Federal agents came knocking at Rick Karl’s door in September 2003 -- three years after he quit Medical Manager Corp. following its acquisition by WebMD. Karl, who earned about $225,000 a year as general counsel of the Tampa, Florida-based software company, had amassed some cash after selling stock options worth about $1.7 million over five years.
“I became a stay-at-home dad,” says Karl, then divorced and the father of four.
‘The End of Life’
Agents were investigating whether Medical Manager had cooked its books to inflate revenue and hide liabilities. In November 2005, Karl was among 10 executives indicted for a $16.8 million fraud.
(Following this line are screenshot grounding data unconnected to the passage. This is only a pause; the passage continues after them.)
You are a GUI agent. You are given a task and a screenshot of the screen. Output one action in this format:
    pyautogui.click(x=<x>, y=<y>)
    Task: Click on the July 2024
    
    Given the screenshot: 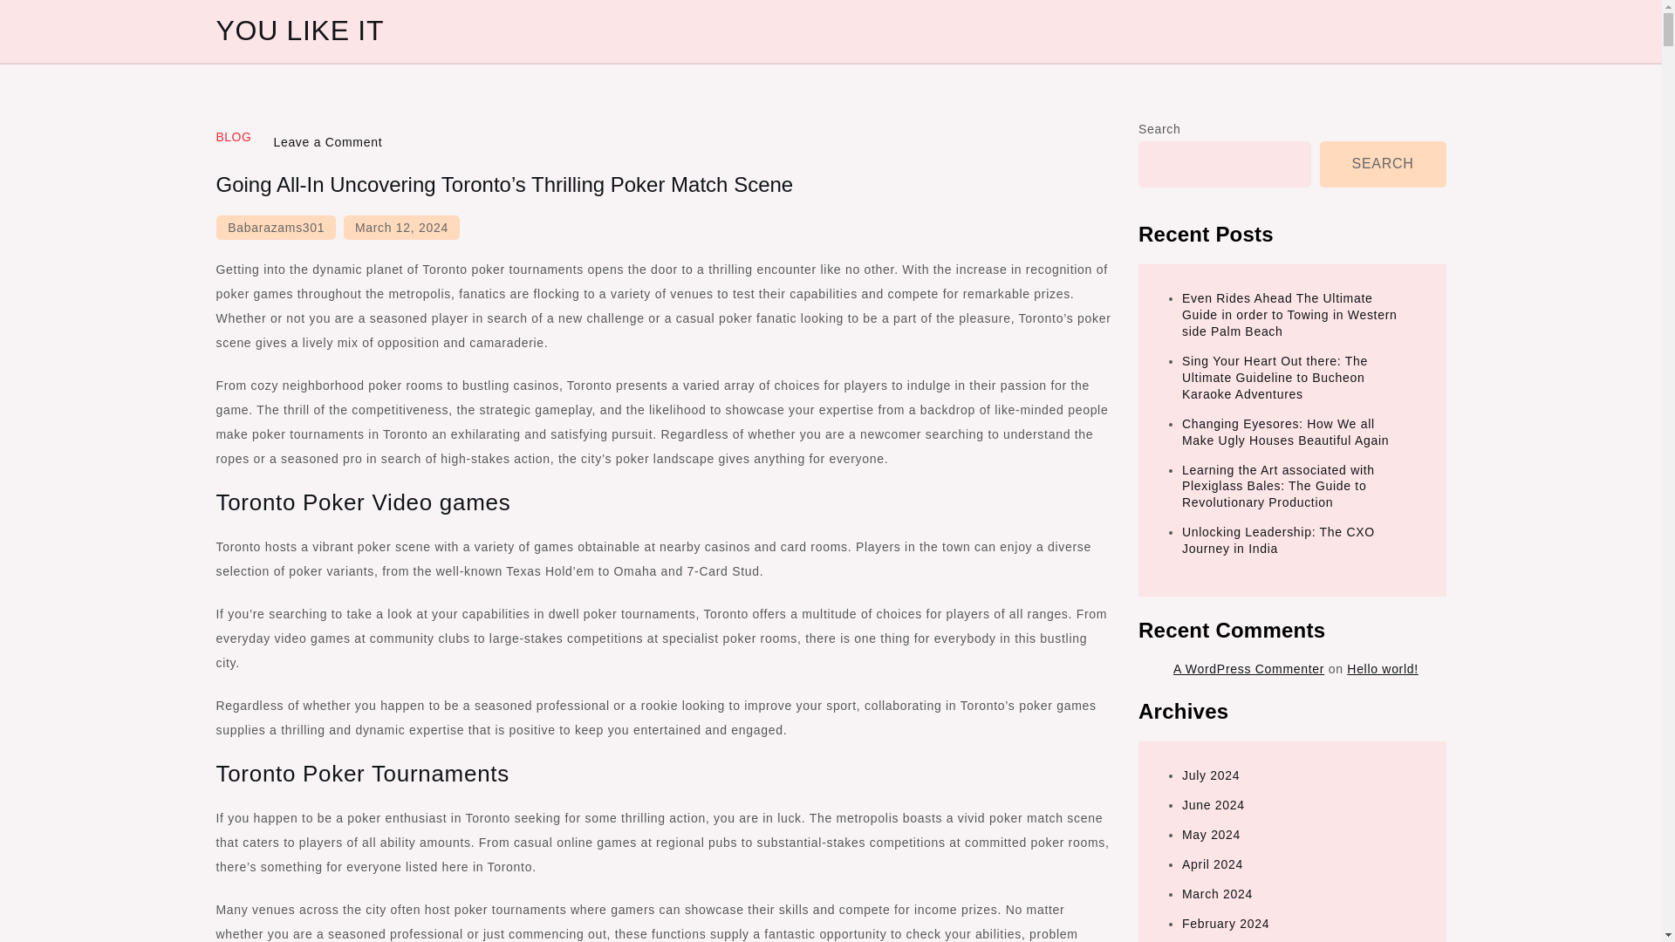 What is the action you would take?
    pyautogui.click(x=1211, y=776)
    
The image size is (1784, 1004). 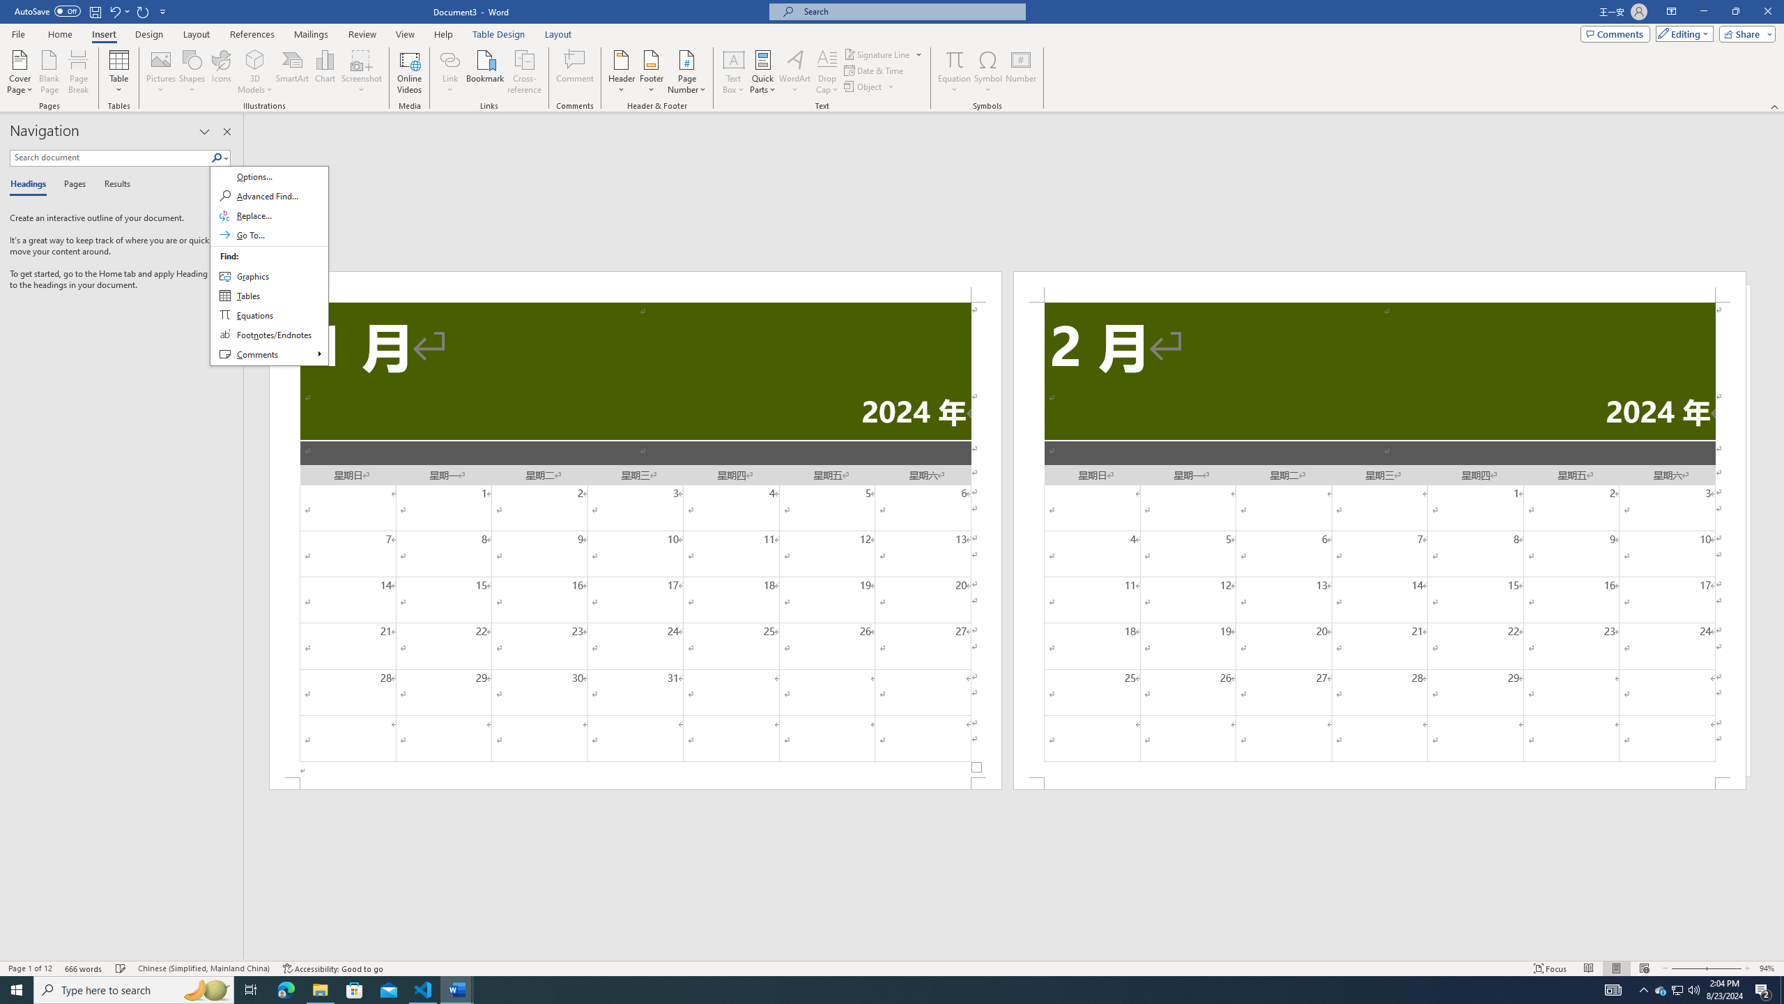 I want to click on Shapes, so click(x=192, y=72).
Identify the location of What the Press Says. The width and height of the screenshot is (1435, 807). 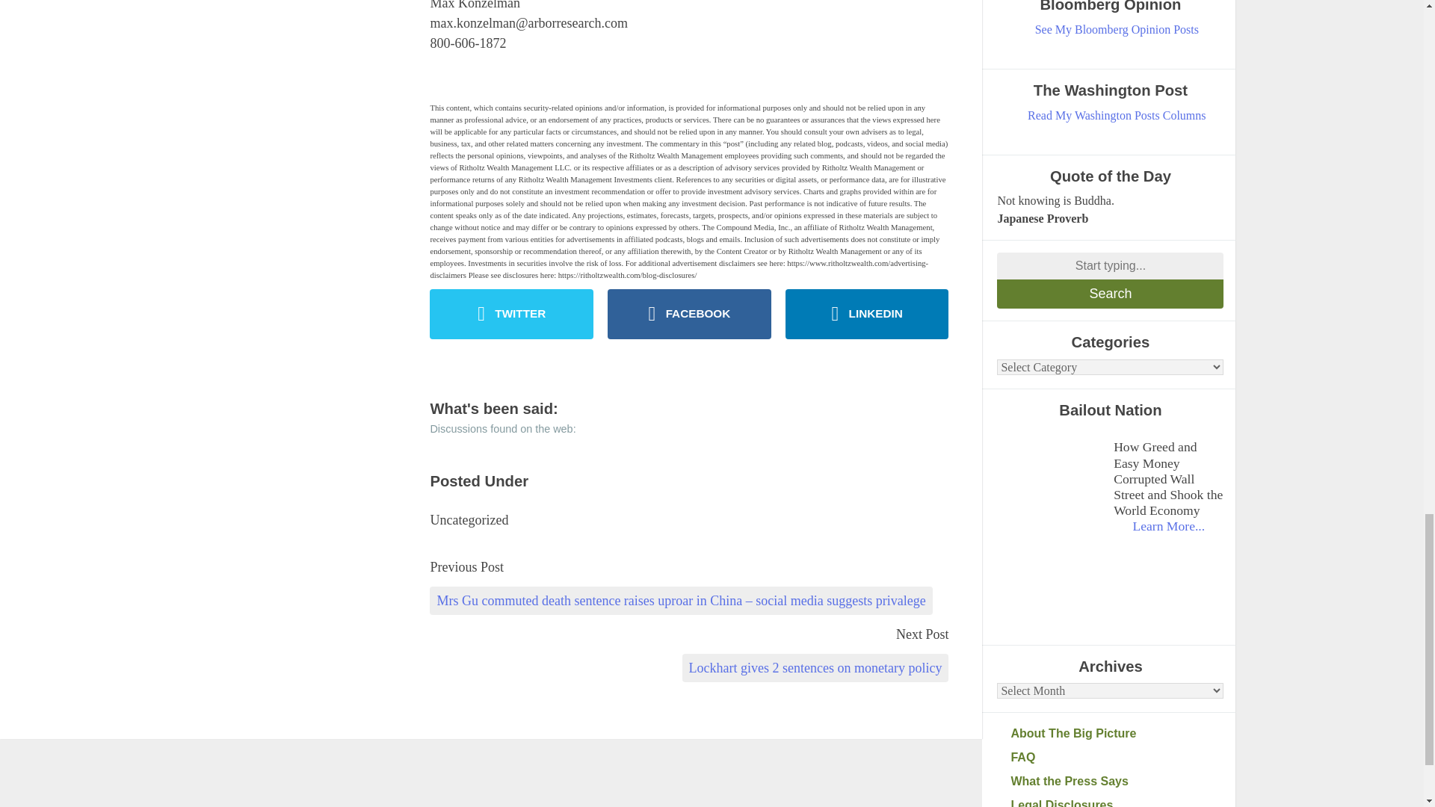
(1116, 782).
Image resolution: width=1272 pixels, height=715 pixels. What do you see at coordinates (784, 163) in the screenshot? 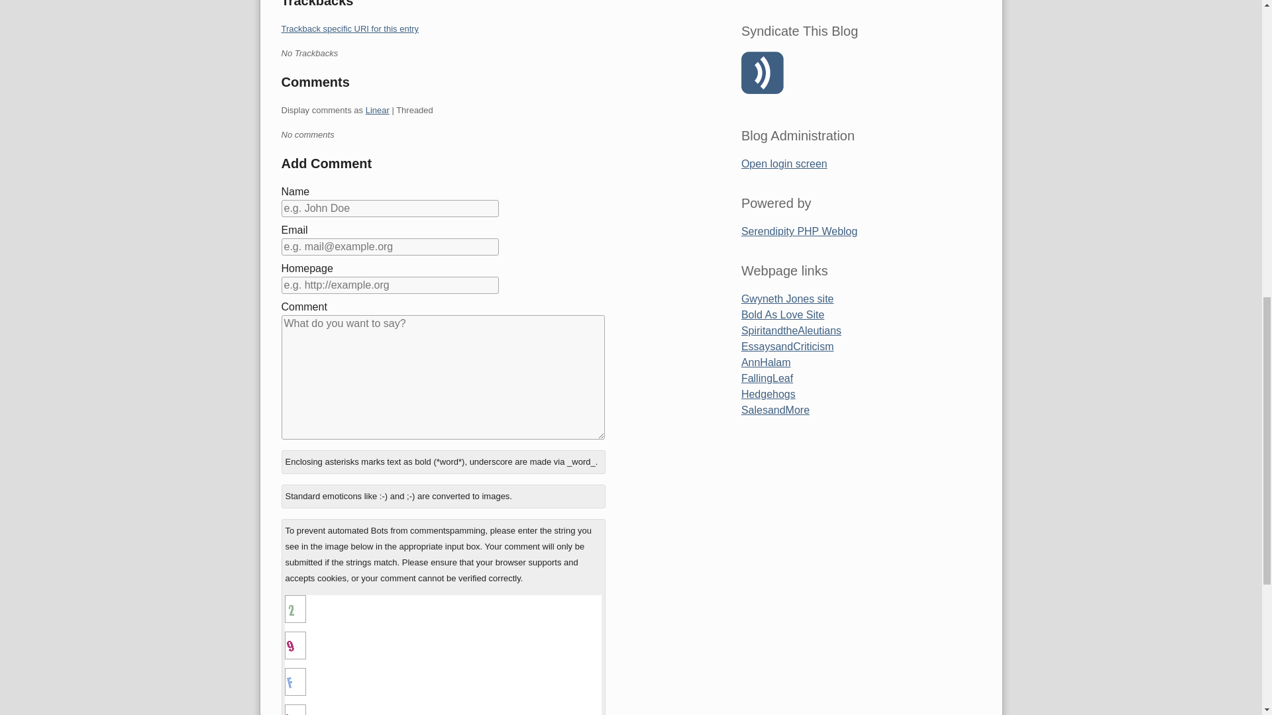
I see `Open login screen` at bounding box center [784, 163].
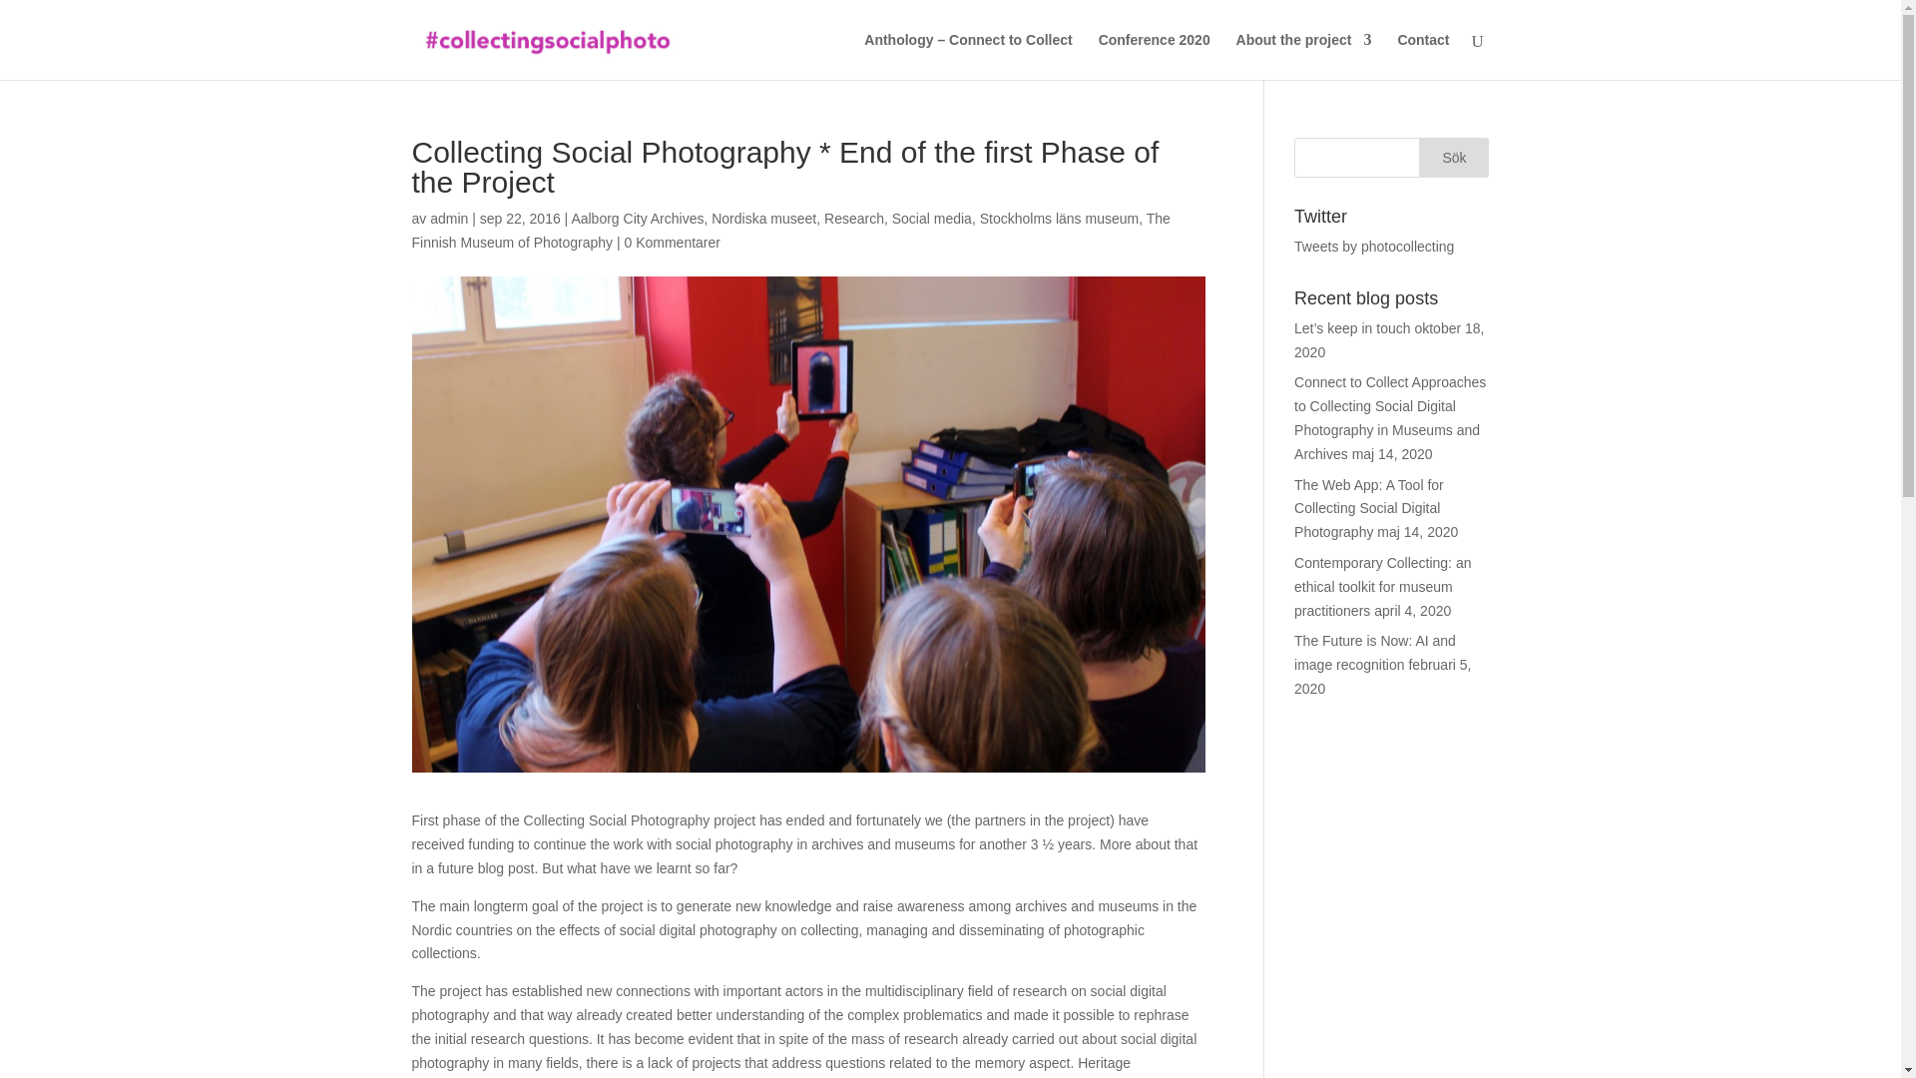 This screenshot has width=1916, height=1078. What do you see at coordinates (762, 218) in the screenshot?
I see `Nordiska museet` at bounding box center [762, 218].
“To be accused of fraud and money laundering, it felt like this is the end of life,” says Karl, 55, a lanky man who is the son of a judge.
Karl says he focused on software rights as a lawyer at Medical Manager, not financial deals.
“I wasn’t designing transactions or giving advice on how to account for these things,” he says. He thinks prosecutors wanted to pressure him to plead guilty and testify against his former bosses, as others had.
“I had absolutely no idea that something was wrong,” he says.
Late last year, prosecutors gave up on Karl, dismissing charges against him and others after defense lawyers including James Robinson of Cadwalader Wickersham & Taft LLP won pretrial legal rulings.
Forever Linked
For Karl, exoneration came four years too late. By then, he says, he had lost an expected appointment to the Florida judicial bench, seen his reputation besmirched and spent countless sleepless nights wondering what he had done wrong.
The trauma is only now lifting. He works in a $127,000-a- year government job managing the airport in Volusia County, Florida, and lives in his three-bedroom childhood home, which he bought in 2004. His dreams of becoming a judge have evaporated; in the age of Google, he’s aware he’ll be forever linked to a fraud.
“It’s like a shadow that’s out there,” he says.
Wrongful accusations hang over Pinkerton and Stockman, too. Along with a notice of the dismissal in Stockman’s case, press releases announcing his and Pinkerton’s indictments remain on the prosecutor’s website.